As an aside, Glorious had originally been built as a shallow draft battlecruiser during WW1 with the intention of participating in Jacky Fishers' Baltic Scheme

And it's an important aside Trike. The age of Glorious and the fact that she was a converted battlecruiser are sometimes cited as reasons for her loss by those who would seek to excuse the bungling.

Operation Paul does seem to have been a hare-brained plan or at least a desperate one. Thanks for posting the link. The mining of the port of Lulea (even if it had worked, which is doubtful) would surely have only disrupted iron ore supplies to Germany for a short while. There were other options available for transporting the ore while the blocked channel and mines were cleared. Then there would have been the diplomatic fall-out as a result of London having violated Swedish territory which would have been a propaganda gift to both Berlin and Moscow.

Another reason for Operation Paul being unknown is that it took place at a very dark time for Britain. 9 days after the sinking of Glorious came the loss of HMT Lancastria. That story too was generally suppressed during and after the war. Added also is the fact that, unlike the mining of Lulea (which didn’t take place) Britain had indeed already violated Norway’s neutrality with the Altmark incident earlier that year in February and also with the mining of Norwegian territorial waters (without permission from Oslo) on 8 April - i.e. before Germany invaded. But whether the story of the sinking of Glorious was subsequently played down because it was linked to Operation Paul or whether the middle of June 1940 is simply a time which Churchillian history would rather forget, doesn’t alter the fact that Glorious was badly misused as an aircraft carrier.

Indeed the argument that Glorious was ‘old’ only makes the case for not having used her aircraft properly all the starker.

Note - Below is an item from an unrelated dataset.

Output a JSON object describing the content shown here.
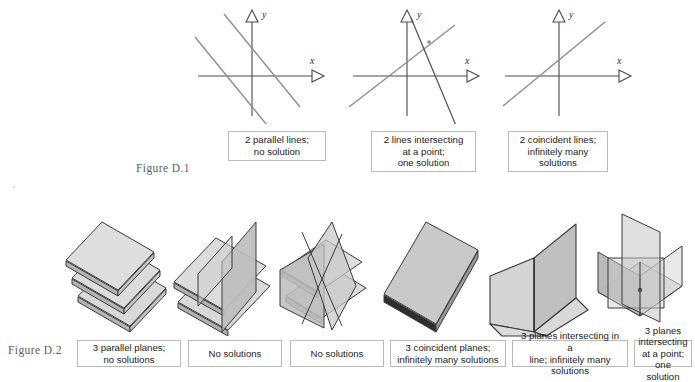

Admittedly one of Scharnhorst’s shells penetrated Glorious' half-inch-thick flight deck and this might not have been the case had it, say, been one of the newer, purpose-built aircraft-carriers such as Illustrious or Ark Royal whose armoured flight decks were 6 times and 7 times thicker than Glorious’ respectively. Nevertheless, neither Scharnhorst nor Gneisenau should really have been able to get anywhere near so close to Glorious as they did and being both undetected and undeterred.
Absolutely agree Vizzer.

The RN (and I wonder how much Churchill had to do with this - the archetypal back seat driver) made a complete cock up of using their carriers in 1939. HMS Courageous sunk very early on hunting U-Boats (sound enough theory with an escort carrier, not with one of your limited number of fleet carriers),HMS Glorious in the Arctic and very nearly Ark Royal of Norway. 

Two ships thrown away. Imagine Force z with those 2 carriers. They would have perhaps stood a fighting chance if they had a CAP of sea hurricanes in Dec 1941.